Drafting is a tactic well-known to cyclists and motor-racers and confers an advantage on the drafter by reducing the effort that he or she (or his or her vehicle) needs to expend in order to move.
There's a similar concept in round-robin sports where it's called the carry-over effect, which relates to the effect on a team's performance in a particular game that's due to the team its current opponent played in the previous round. Often, for example, it's considered advantageous to play teams the week after they've faced a difficult opponent, the rationale being that they'll have been 'softened up', demoralised and generally made to feel blah by the previous match.
The carry-over, or drafting, effects of the 2010 AFL draw are summarised in the following table:
You'll see there's a 1 in the row for Collingwood under the column headed "Ade" (for Adelaide). That 1 means that in only 1 of the 22 rounds does Collingwood play a team in the round immediately following the round in which they played Adelaide. This happens in Round 10 when Collingwood meets the Lions after the Lions played Adelaide in Round 9. So, Collingwood drafts Adelaide in Round 10.
Other numbers in the table are interpreted in the same way and the most interesting ones are those that are small (ie the zeroes) and those that are large (ie the 4s and the 5s). The zeroes make up a little less than 24% of the numbers in the table, and the 4s and 5s combined make up a bit less than 5%.
Looking at the row for a particular team you can determine which other teams that team most often drafts.
Only two teams draft another team on 5 occasions during the season: Essendon draft Adelaide, and Adelaide draft Collingwood. Seven teams draft another on 4 occasions: the Lions draft West Coast, Collingwood drafts the Lions, Essendon drafts Hawthorn, Geelong drafts Fremantle, the Roos draft Port and Sydney, Port drafts Carlton, St Kilda drafts Port, and West Coast draft St Kilda. In words that's quite a bit to take in - so here's a "directed graph" instead.
(The arrows point from the team drafted and to the team being drafted. Only drafts of 4 or more games are shown - that is, the ones mentioned in the earlier paragraph.)
From this chart we can see that, if we consider drafting to take place only if it involves one team following another for at least 4 games then:
- Port Adelaide is the only team to be drafted by more than one team (it's drafted by the Roos and St Kilda)
- Four teams - Hawthorn, Carlton, Sydney and Fremantle - are drafted but never themselves draft
- Three teams - Essendon, Geelong and the Roos - draft but are not themselves drafted
- Three teams - Melbourne, the Bulldogs and Richmond - are what graph theory would term "isolates" in that they neither draft nor are drafted
- The remaining six teams both draft and are drafted
- No pair of teams both draft one another and are drafted by one another
Make of all this what you will. At some point I might look to reproduce the analysis performed on Belgian football in this paper, which found that drafting mattered not in that competition, but for now, that's surely enough graph theory for one blog.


TASK REQUIREMENTS:
Below are some records. Write out the lines from the one containing "Image resolution: width=1020" to the last line, word for word, leaving out pictures.

(Data entries)
"""
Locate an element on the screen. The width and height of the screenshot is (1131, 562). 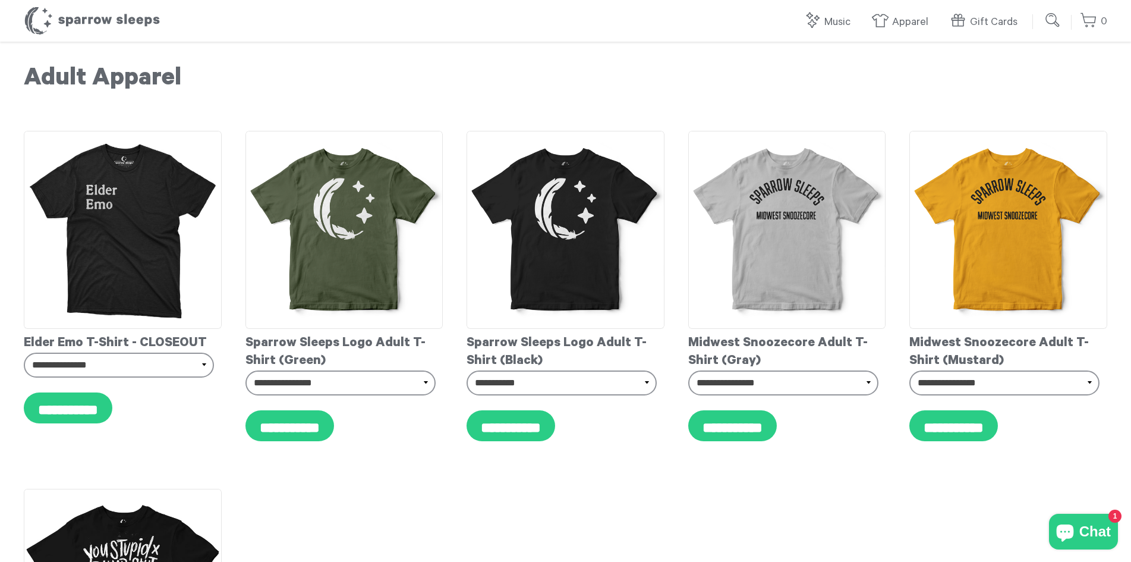
img: ElderEmoAdultT-Shirt_grande.jpg is located at coordinates (122, 229).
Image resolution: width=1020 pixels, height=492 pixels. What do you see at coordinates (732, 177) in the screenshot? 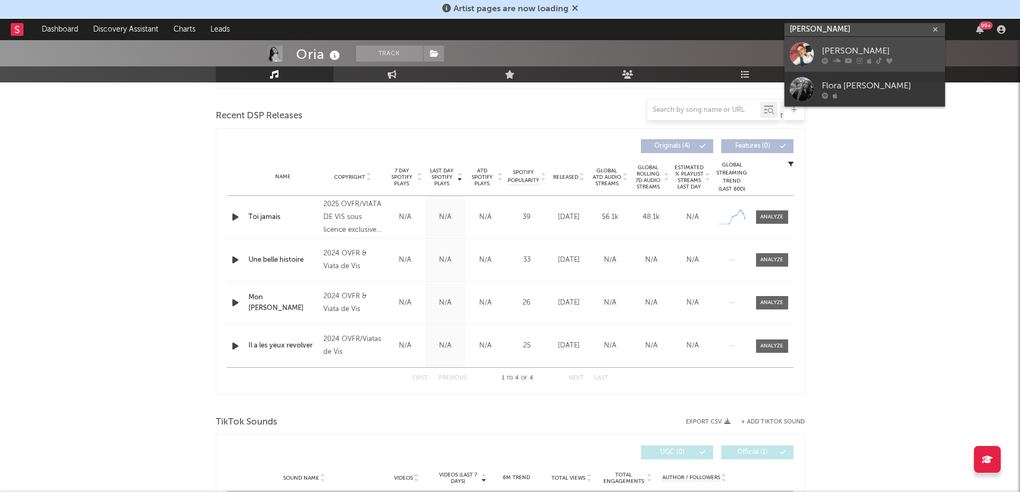
I see `div: Global Streaming Trend (Last 60D)` at bounding box center [732, 177].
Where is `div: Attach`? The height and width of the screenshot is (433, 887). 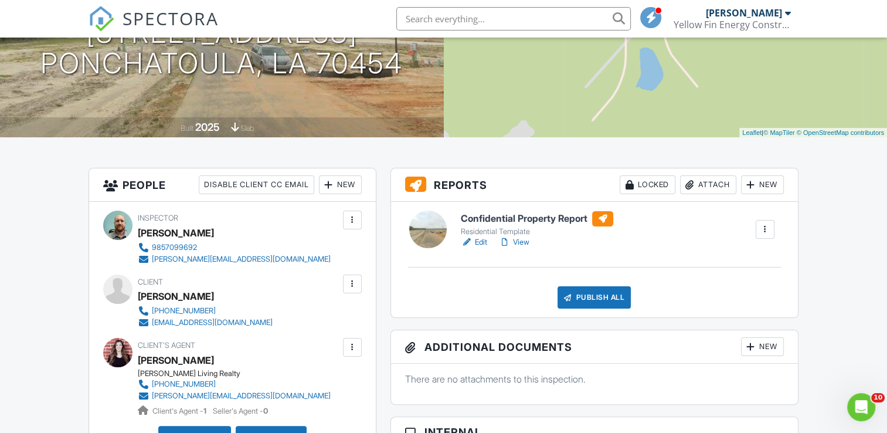
div: Attach is located at coordinates (708, 185).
"""
WRITTEN SOLUTION:
Image resolution: width=1020 pixels, height=492 pixels. What do you see at coordinates (732, 177) in the screenshot? 
I see `div: Global Streaming Trend (Last 60D)` at bounding box center [732, 177].
Where is `div: Attach`? The height and width of the screenshot is (433, 887). 
div: Attach is located at coordinates (708, 185).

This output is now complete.